Implementing the coût environnemental across a large product portfolio is not only a labeling exercise but a data infrastructure challenge. Every product requires ingredient-level detail: origins, processing, packaging, transport. For a retailer or manufacturer with thousands of SKUs, that means handling that granularity at scale, across dynamic supply chains.
Carbon Maps was built for exactly this. As a platform purpose-built for the food industry, it models environmental impact at the ingredient and agricultural practice level, which is the same level of granularity the coût environnemental requires. Its activity-based approach to Scope 3 emissions means that supply chain data is already structured in a way that maps directly onto the Ecobalyse methodology: ingredient origins, processing steps, transport assumptions, and packaging materials are all modeled as discrete, updatable inputs rather than static estimates.
Carbon Maps has directly contributed to the Coût Environnemental framework, providing its proprietary ingredient dataset—covering more than 2,000 ingredients across five origin variants—to the Ecobalyse platform. The result is methodological alignment at the calculation level: scores produced on Carbon Maps are fully consistent with those produced on Ecobalyse.
This is what made it possible to deploy the Coût Environnemental at scale for E. Leclerc, France's leading grocery retailer. Working with Scamark, E. Leclerc's private label arm, Carbon Maps calculated the Coût Environnemental across more than 6,000 products, making it the largest deployment of the methodology to date, and the first proof that it can be implemented across an entire retail portfolio rather than a handful of pilot products.
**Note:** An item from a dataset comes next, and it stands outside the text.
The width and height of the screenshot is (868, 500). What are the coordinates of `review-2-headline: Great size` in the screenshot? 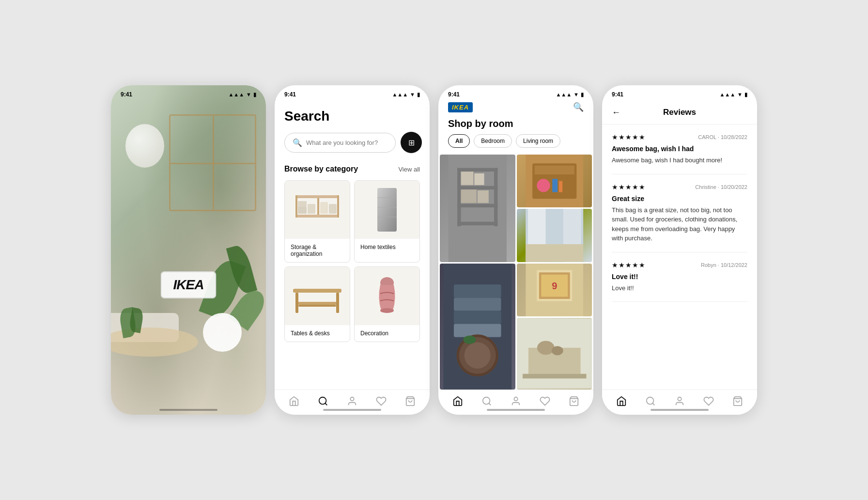 It's located at (680, 199).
For food manufacturers, retailers, and cooperatives now looking to implement the Coût Environnemental, the Scamark, E. Leclerc deployment sets both a precedent and a benchmark. The methodology is not theoretical. The infrastructure exists. And the path from product portfolio to published environmental scores is shorter than it might appear, provided the underlying data is structured correctly.
Ready to implement the Coût Environnemental across your product portfolio?
Carbon Maps is already working with leading food manufacturers and retailers to deploy the Coût Environnemental at scale. If you want to understand what implementation would look like for your portfolio, book a call with our team.